Open Liaoqing-up opened 1 year ago

Liaoqing-up commented 1 year ago

Thanks for releasing the nuscenes dataset code support. I have some questions about the implement of the multi-tasks. I see in the code that you define obj_num=500 for each task and then the task_id will be added to the pos embedding to identify each task in rpn transformer. But unfortunately, the computation increases, and my machine directly throw the error that the cuda memory OOM. As for the implement of multi-task, my intuitive idea is that each task has its own head during the generation of heatmap. Then, all heatmaps are contacted to one tensor and generate top500 center queries, then sent to rpn transformer, Meanwhile, the pos feature is also the regular x and y coordinates. In the final output detection head, each task have their own detection head applying to transformer output features, which can reduce the increasing computation in transformer layer. This is my first thought, I wonder if you has experimented this way, is there any drawbacks? Could you share the effects or conclusions or something like that? It is very important to me. Thank you ~

Liaoqing-up commented 1 year ago

By the way, have you experimented the time sequence fusion through the rpn transformer in nuscenes dataset?

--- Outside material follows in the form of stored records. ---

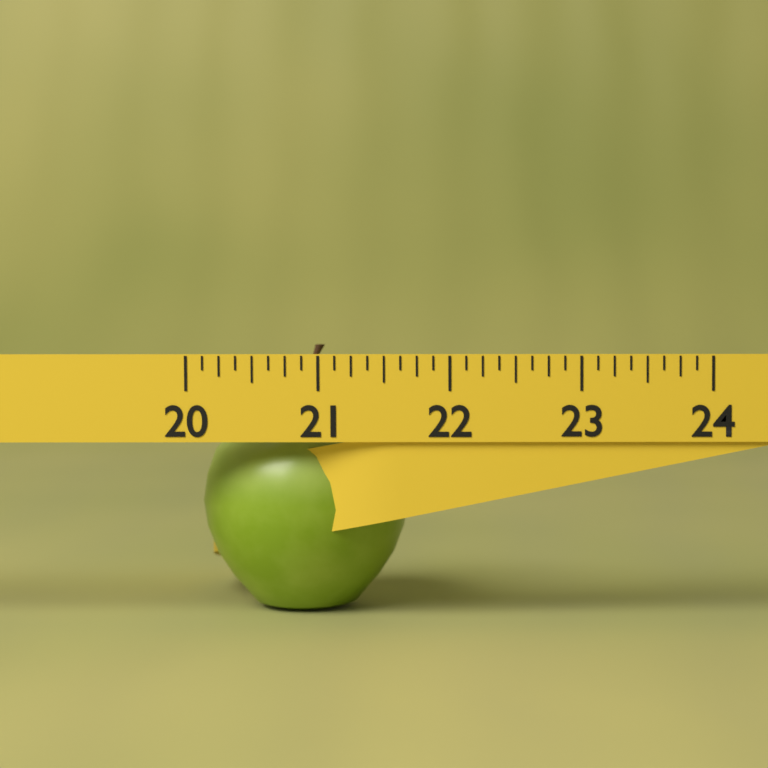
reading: 21.625 (no unit)
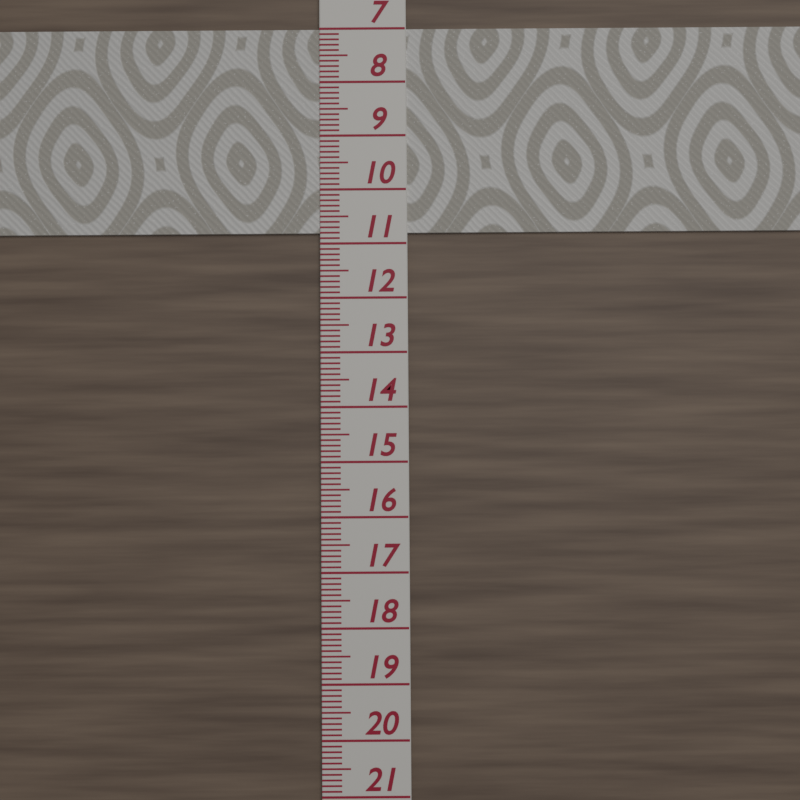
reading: 10.8 (no unit)
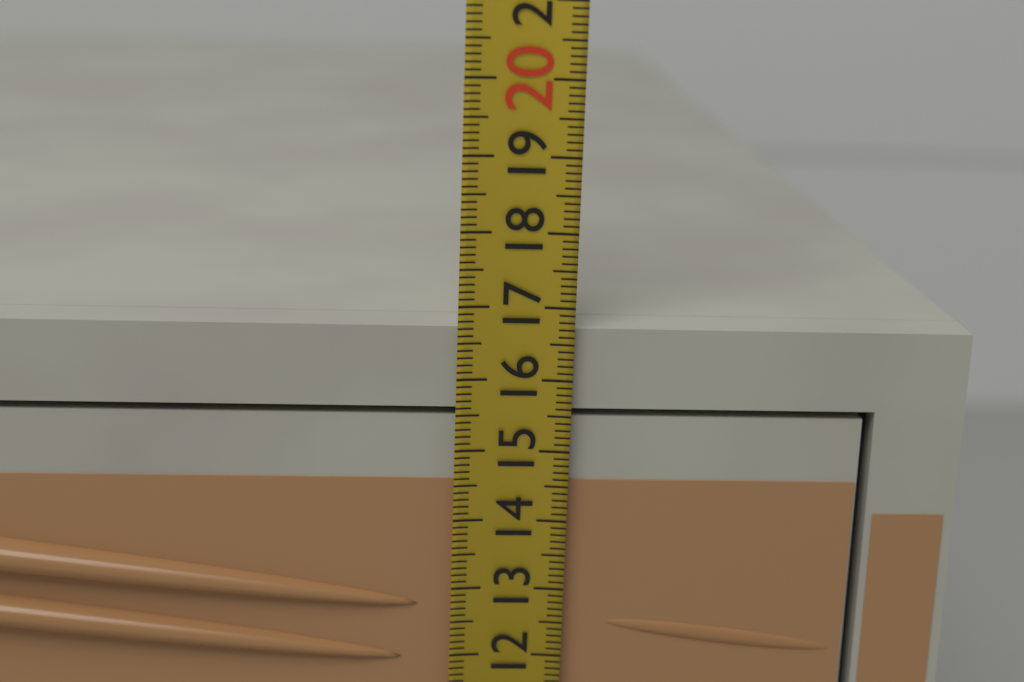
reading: 16.7 (no unit)
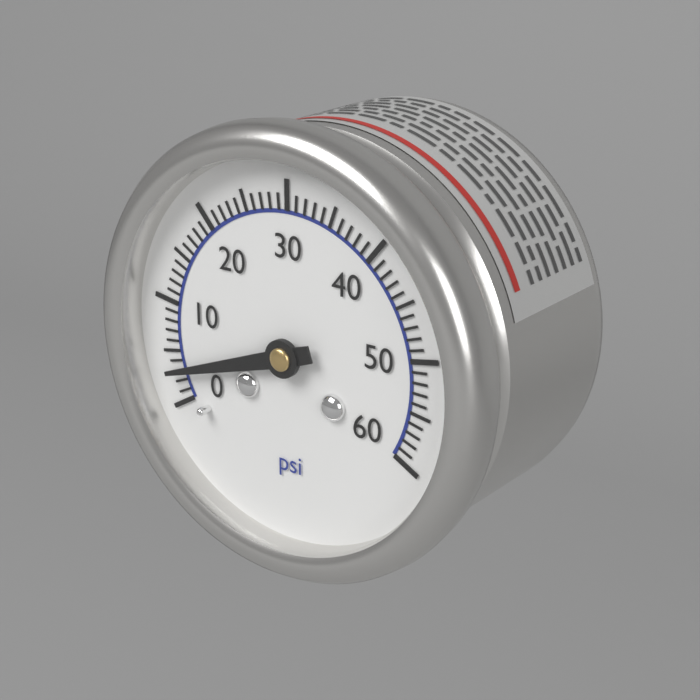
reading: 3 psi
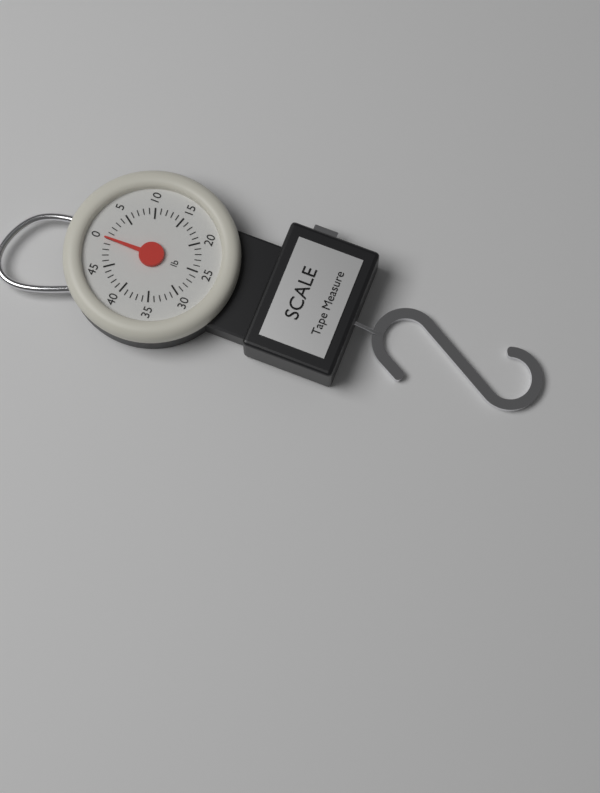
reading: 0 lb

How does it work?

edwardzhou130 commented 1 year ago

Thanks for releasing the nuscenes dataset code support. I have some questions about the implement of the multi-tasks. I see in the code that you define obj_num=500 for each task and then the task_id will be added to the pos embedding to identify each task in rpn transformer. But unfortunately, the computation increases, and my machine directly throw the error that the cuda memory OOM. As for the implement of multi-task, my intuitive idea is that each task has its own head during the generation of heatmap. Then, all heatmaps are contacted to one tensor and generate top500 center queries, then sent to rpn transformer, Meanwhile, the pos feature is also the regular x and y coordinates. In the final output detection head, each task have their own detection head applying to transformer output features, which can reduce the increasing computation in transformer layer. This is my first thought, I wonder if you has experimented this way, is there any drawbacks? Could you share the effects or conclusions or something like that? It is very important to me. Thank you ~

Hi, sorry for the late reply. I agree with you that the current method is a bit cumbersome. Some tasks may not need that much of center candidates. But there will be some issues if you select the top K centers from a merged heatmap:

  1. It is hard to merge the scores or select a suitable threshold for the center candidates. Some tasks may have lower heatmap scores than others.
  2. Different tasks may have the same high response region. I found it has better results if each task is dealt with separately.

I also found the computation cost increase is relatively small since the transformer part of CenterFormer is already lightweight. Hence, I choose to implement it in this way. If you still have the memory issue, consider reducing the batch size or obj_num.